Books. That's what we make here at Hedonist Press. It's all fine,
everything's great, and thanks to the super folk at w.a.s.t.e.
we can sell them to people - especially- people on the internet,
people sitting at home or in the office at computers.
But sometimes that is not enough. Blimfield, that eccentiric
M.D. of ours, reckons a book is not a book until its on sale in
a bookshop. The only reason he's making books in the first place
is because he's quite old fashioned and he still thinks its more
comfortable to read bits of paper than computer screens. (Some
people will never catch on to the modern world, huh?) So old
Blimfield sets out with a sales team and an armfiull of books
to visit his local bookshops in Bath, that oasis of culture, famed
for it's literary associations (even a Jane
Austen Museum, no less).
But guess what - not one bookshop in Bath was prepared to stock
any of our books. When our charming head of sales paid a visit
to Waterstones clutching a copy of Catacombs Of Terror!,
they said they didn't have anyone on the premises who was authorised
to make decicions on which books to stock.
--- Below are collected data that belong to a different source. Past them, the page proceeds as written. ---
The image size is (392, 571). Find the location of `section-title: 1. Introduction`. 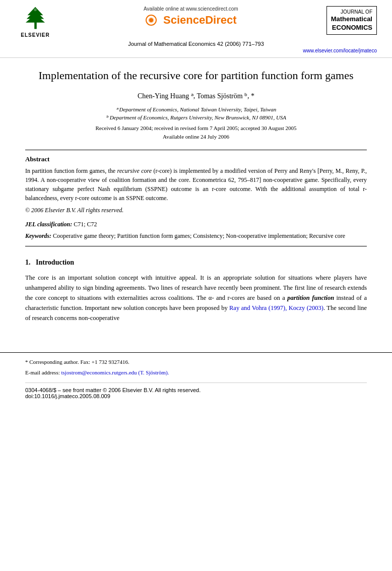

section-title: 1. Introduction is located at coordinates (196, 263).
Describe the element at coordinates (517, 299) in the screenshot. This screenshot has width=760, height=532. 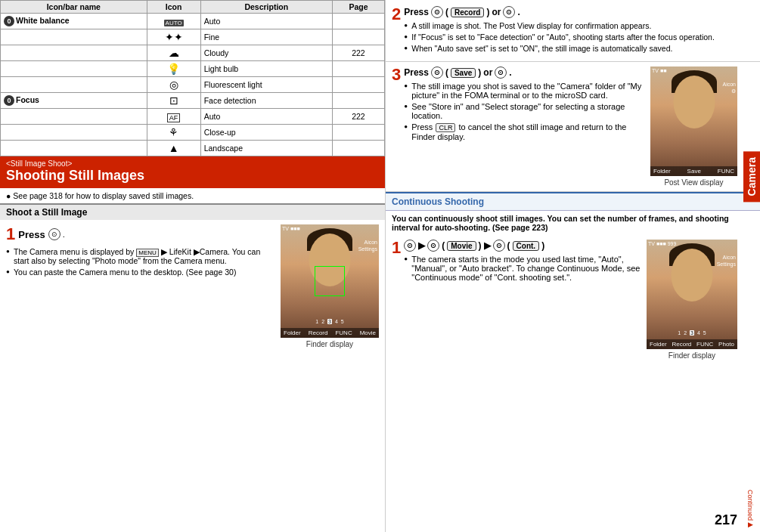
I see `cont-step1-row: 1 ⊙ ▶ ⊙ ( Movie ) ▶ ⊙ ( Cont. ) The came…` at that location.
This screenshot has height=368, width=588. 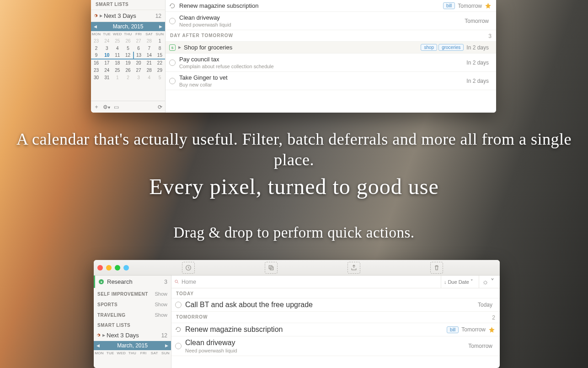 What do you see at coordinates (302, 48) in the screenshot?
I see `task-title: Shop for groceries` at bounding box center [302, 48].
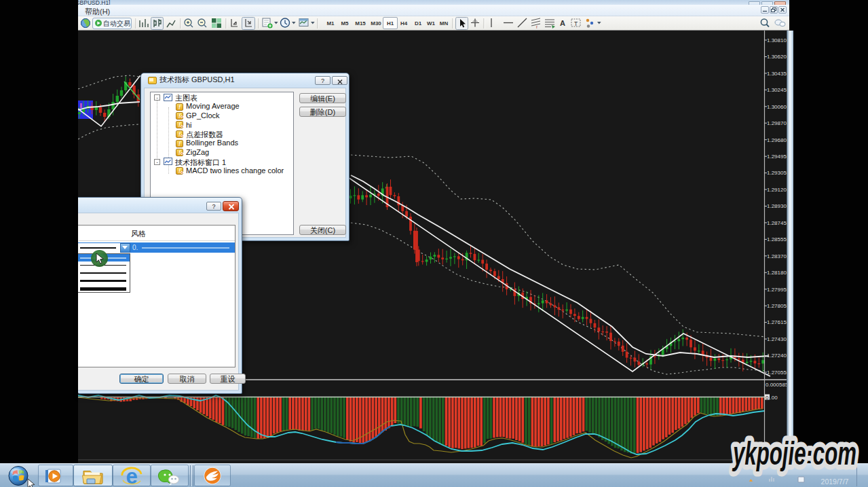 This screenshot has width=868, height=487. What do you see at coordinates (776, 372) in the screenshot?
I see `svg-text: 1.27055` at bounding box center [776, 372].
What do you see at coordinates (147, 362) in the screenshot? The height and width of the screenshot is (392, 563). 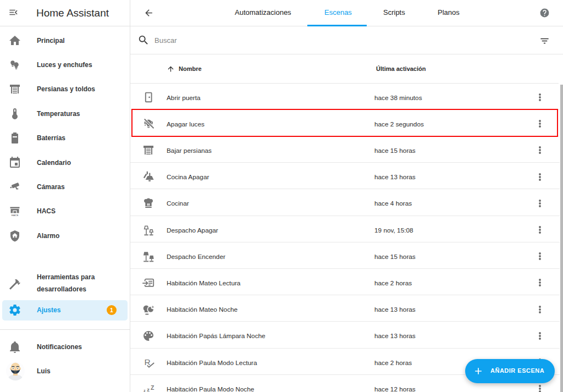 I see `svg-text: R` at bounding box center [147, 362].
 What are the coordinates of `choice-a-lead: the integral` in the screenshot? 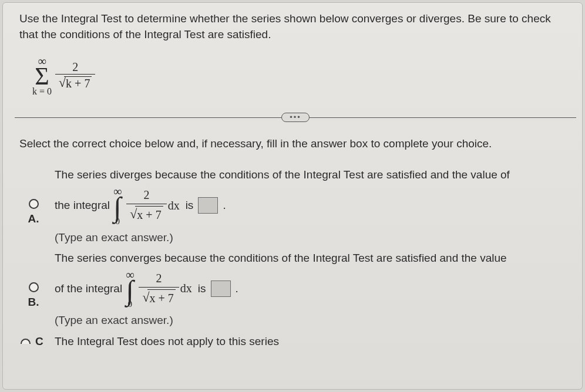 It's located at (82, 205).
How d'ya like that? There's our sales manager at Waterstones
in Bath with a book about Bath, published by a Bath publisher,
written by a Bath author. It was typset in Bath and the furthest
any of these words have been before they reach your yes in Chippeham,
where the book was printed. On the counter is a copy of Bristol
magazine Venue which containes a two page spread about the book.
Waterstones have even got a special section of local interest
books, but if you want your material included on it, you've gotta
get hold of someone in London. Or Edinburgh.
Our sales team was so depressed it nearly gave up the publishing
business altogether in favour of a life of farming. But fortunately
our sales team didn't give up totally. They said "Bollocks
to the buggers, let's just sell them ourselves! Direct to the
public! Hurrah for private enterprise!"
And so the Struggling Retailer was concieved. A mobile market
stall errected on a Dutch bok-fiets (box-bike) operating
on a Pedlar's Certificate. It seemed like a great idea, and the
Hedonist sales department got the train to Bristol to buy a pedlar's
certificate from the Police
.
Then we did a poster offering out retailing service to other artists,
who are finding it as difficult to sell their art as Hedonist
Press is. The poster looks like this:
Everything's groovy. Bath is a shopper's paradise, and The Struggling
Retailer is going to be selling all the best gear in Bath; Baka
Beyond CDs, Walcot Nation T-shirts and loads of other stuff.
All directly to the our charming cousins from abroad who come
here especially to get a slice of our culture.